MW: Communicating science is such an important skill. All the research in the world could happen but if it's not reaching anyone, what’s the point?

RR: Totally. A big goal of mine is to bring different voices into these conversations, voices that have historically been deliberately excluded. I am trying to equip people to continue the conversation with elected officials or other stakeholders in communities that might be at risk. I would love for younger folks, kids, and people from all different backgrounds to feel like they can reach this level of understanding of the world around them too. And maybe that brings greater joy, because they know what they're seeing, and that opens worlds upon worlds.

MW: Your videos make environmental education accessible. What do you think are common barriers for your audience and ecological literacy?

RR: The thing I battle with the most is witnessing how willfully ignorant we have become. I have a lot of great interactions with people who are already interested in ecology, and with people who didn't go to school for science but want to find a way to get involved. But many people don't want to know the truth about these at-risk environments. I think that's partly because this information can be perceived as a moral judgment. It makes those in extractive industries think critically about the life they've lived and how they've had to survive in this world. It's certainly not their fault, it's the systems in which we live that are at fault more than anything. That's why we need to learn to work together and galvanize systemic change. We really need to find ways to embrace paradigm shifts in our society, to fundamentally rethink the way that we relate to the world around us.

MW: When you're trying to effect change through social media, you inherently have to navigate the dark side of those platforms. The algorithm is designed to be addictive and to divide people, and it can encourage disengagement with the non-digital world.

RR: It's a serious challenge. I've noticed the videos where I'm pessimistic tend to do well. The algorithm rewards that because it makes people indignant. Recently, I created a video about the issues with tree replanting and people said, 'Oh well how do you do it better? You're only looking at the problem.' And I'm like actually, I did a video two months ago where I gave all the solutions but nobody saw it because the algorithm doesn't favor it.

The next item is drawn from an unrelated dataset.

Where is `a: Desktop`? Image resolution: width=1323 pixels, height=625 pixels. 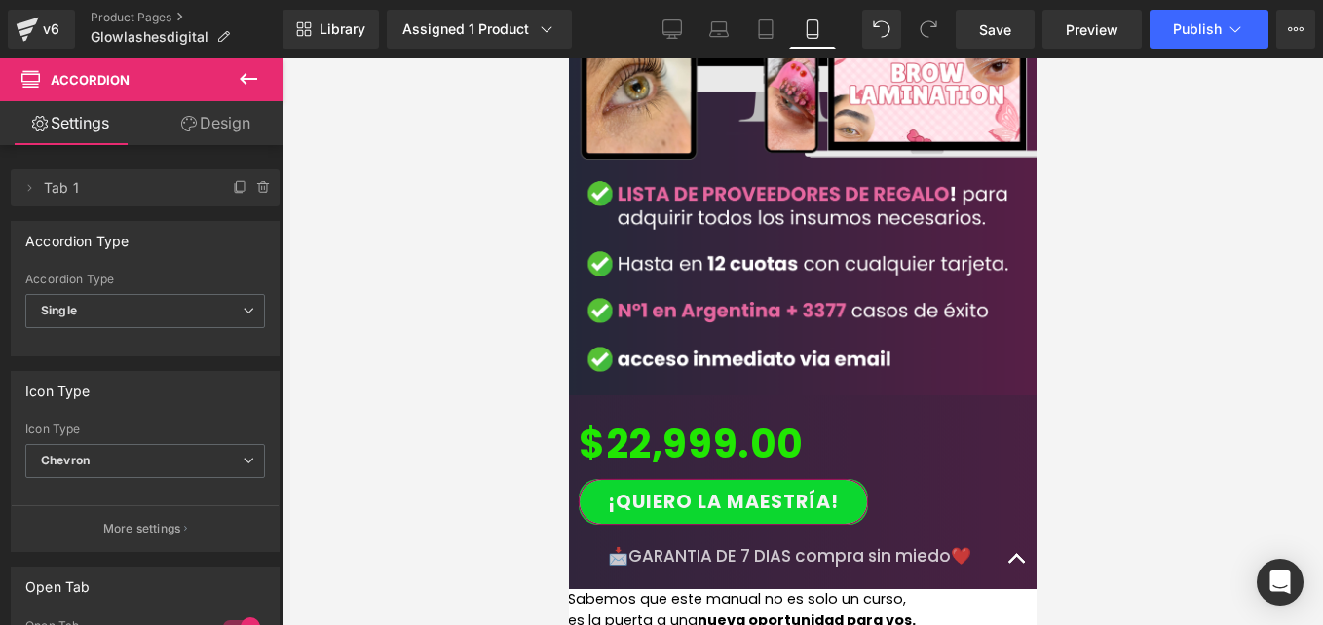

MW: That is truly wild--how the algorithm can influence our perception of what is possible for positive change. Your platform doesn't use typical environmentalist messaging that might be pessimistic and dry. There is a gap in the movement for environmental justice that Nerdy About Nature fills, a niche for science that is digestible, engaging, and joyous.

RR: Totally, it's also a niche of nuance. Righteousness can be reductionist. When we are only conveying some ethical or moral judgment, like that everybody who works for oil and gas is evil, or anyone who has ever cut down a tree is wrong, you lose the human element. It's so important to hold on to a sense of humanity. Otherwise, we're doing a disservice to these ideas and movements because we aren't taking aim at the true root of the problem which is the systems in which we live, like capitalism, which promotes extraction and exploitation of the land and communities to maximize profit.

MW: Perhaps a radical return to nuance can be connected to a deeper sense of humanity and compassion. Without context, it is more difficult to understand where someone is coming from or the reason behind certain decisions. In this age of partial attention, it seems we have the capacity only for seeing things as black and white.

RR: Exactly, that's why I've been trying to cram that nuance into a minute where I talk like a fucking maniac as fast as I can. For some videos, I do like a hundred takes. It gets brutal sometimes, especially because it's all about delivery. I'm always trying to find ways to make content engaging. Honestly, I'm trying to put myself out of work. Ideally, there will be a time when I don't need to explain why a forest is valuable-to reach a point when ecological understanding becomes the norm.